There's pretty much only one reason you can't reasonably do this, and that is that you generally get your textures from either Content.Load<Texture2D>
or Texture2D.FromStream
.
Both of these methods return Texture2D
. To get a child class involves either an expensive copy operation, or overcomplicated changes to the content pipeline to get it to return your child class instead.
If this were not the case, then a child class wouldn't be unreasonable. Object composition (as suggested in both Roy T and Blau's answers) is a good alternative.
In fact, object composition can be better. It allows you to share a single texture between many sprite objects (something you can't do easily with inheritance).

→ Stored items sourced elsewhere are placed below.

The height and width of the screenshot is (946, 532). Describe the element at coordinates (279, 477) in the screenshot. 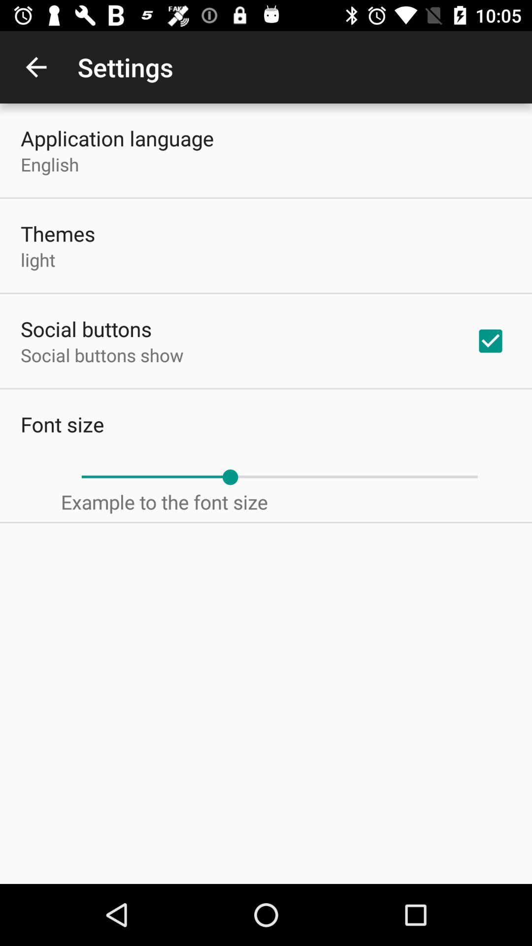

I see `tap item at the center` at that location.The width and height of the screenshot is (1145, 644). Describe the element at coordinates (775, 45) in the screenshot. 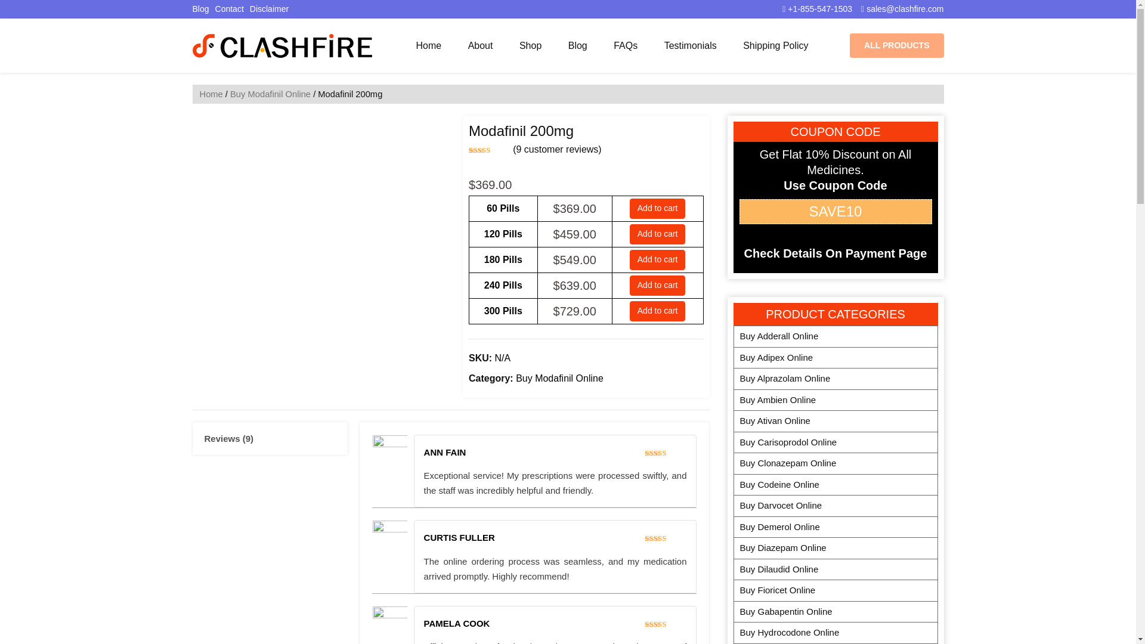

I see `Shipping Policy` at that location.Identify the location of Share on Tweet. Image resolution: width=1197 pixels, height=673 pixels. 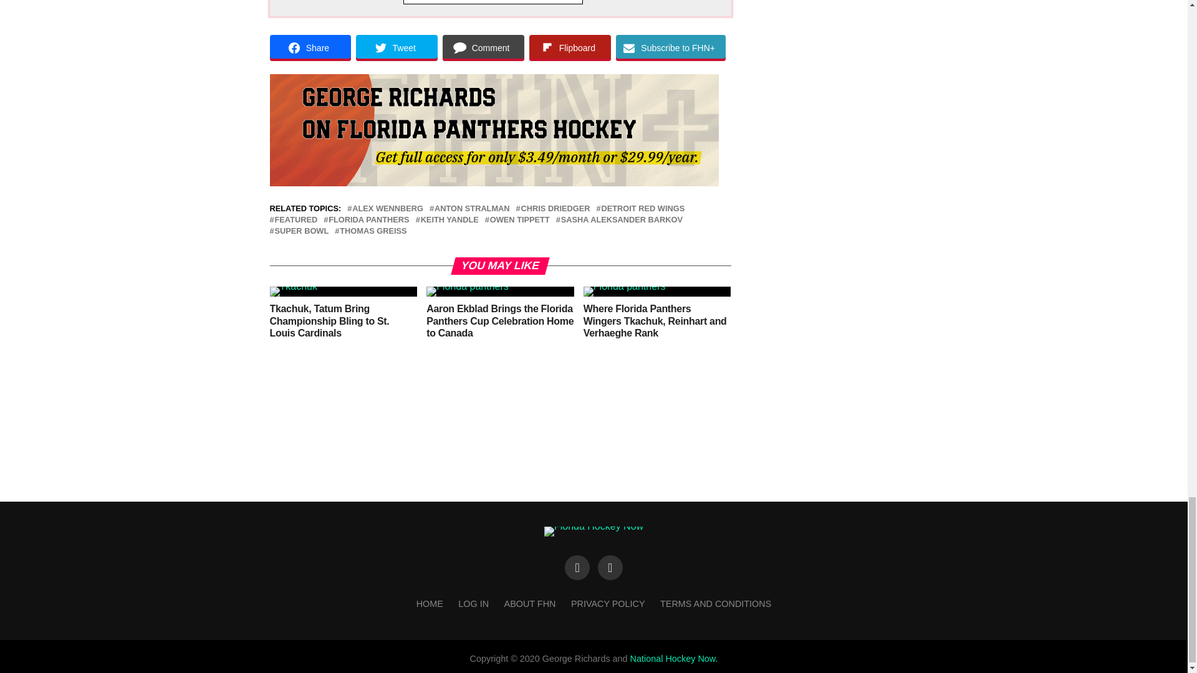
(397, 48). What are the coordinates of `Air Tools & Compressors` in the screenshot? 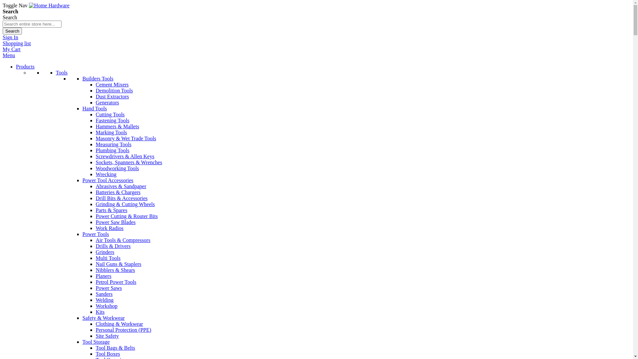 It's located at (123, 240).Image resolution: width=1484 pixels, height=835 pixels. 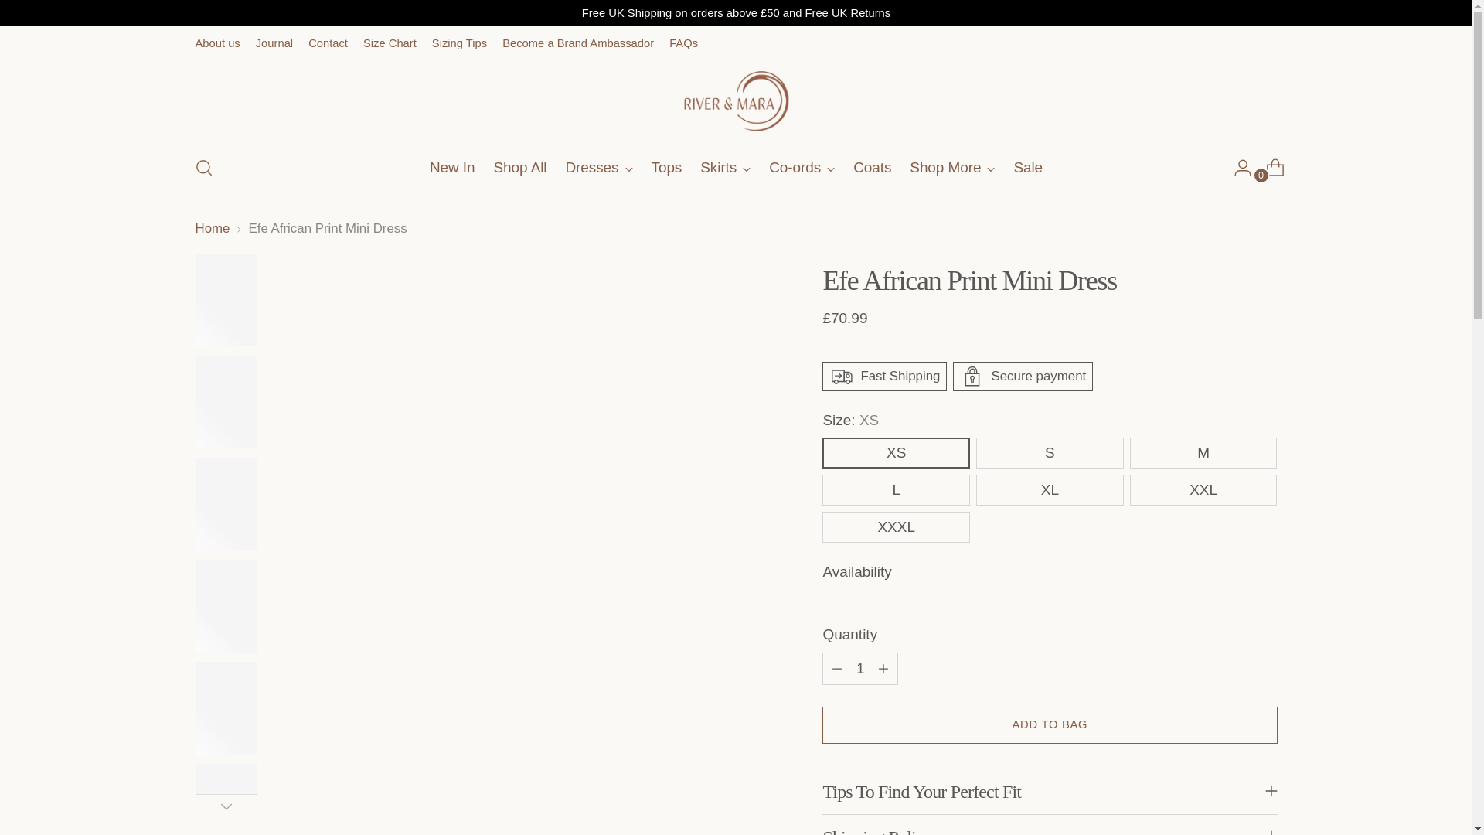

This is useful for, for example, having different sprite objects refer to individual sprites that are on a single texture atlas.
Although, in the majority of cases you will find that you have either:
- Standard defaults: scale of 1, a rotation of 0, a colour of White, and an origin at some fixed point, like the top left (
Vector2.Zero
) or centre (new Vector2(tex.Width/2, tex.Height/2)
)
- Code-derived values. For example: you might animate the rotation of your player sprite, or the scale and opacity of an explosion sprite. (Or have a fixed colour per-team, for example.)
Or some combination of the above two. And in these cases you should pass either the constant or the result of your animation calculation directly to SpriteBatch.Draw
.
It's quite unusual to have many different, fixed-per-sprite values for rotation, scale and colour. A better argument could be made for storing per-sprite source-rectangle and origin, though (useful for a texture atlas).